In simple terms these readers check the proximate neighboring words of the word they
have just read and they “know” – from the results of their
writers’ struggle with Google – whether or not any or all of those proximate words
will represent likely natural language phrases.
[21] Daniel C. Howe and I are the writers of these readers and we, along with
other coded processes, struggled with Google, sending queries to its
“books” domain to see how many instances of thousands of
three-word phrases had already been inscribed as writing to be found and how
frequently they had been inscribed in the net’s textual corpus, if at all.

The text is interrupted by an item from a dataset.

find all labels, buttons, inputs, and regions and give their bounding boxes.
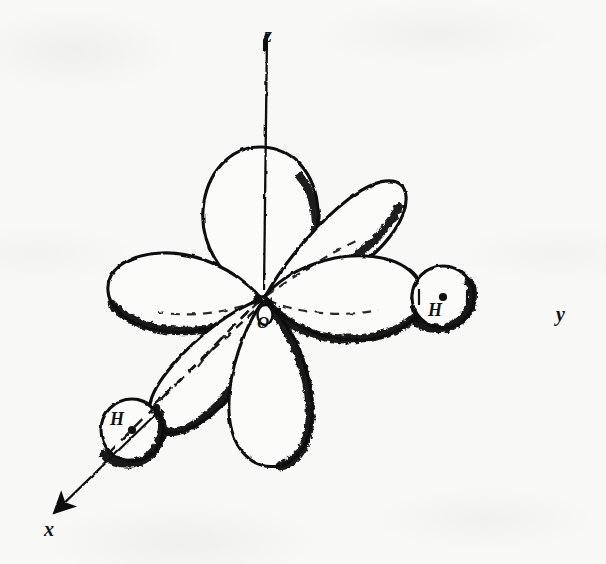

Many of you reading this will understand that this is far from being an entirely
novel approach. However, although our readers may seem to be following a simple
Markov chain, the actual processes and models deployed in
The
Readers Project conceal some significant differences to a standard Markov
model.
[22] More importantly
and finally, these readers were written with processes that hacked near-live
statistical data out of the Google-indexed internet corpus of all the inscribed
cultural material that can be found. Writers of readers like these could not have
made anything approaching their capabilities until very recently, or not without
huge, institutionally-maintained resources. We were and are able to make these
readers remarkably up-to-the-minute in their model-driven analyses of the texts that
they were written to read. They know what they need to know about the latest writing
to be found on the net in their domain. This knowledge was mined iteratively from the
language that we all gave over and continue to give over to Google and, in so far as
Google was uninterested in or threatened by the queries we needed to make in order to
gather our readers’ simple knowledge, that knowledge is the result of a fascinating
struggle that – for this reader at least – is a model in micro-procedure of the
struggles that we must all undertake as our institutions of culture pass over their
care and disposition to all those strange engines of inquiry that may suddenly reject
our search for writing. They reject our queries for reasons that we may not entirely
comprehend. Not yet and perhaps, not ever.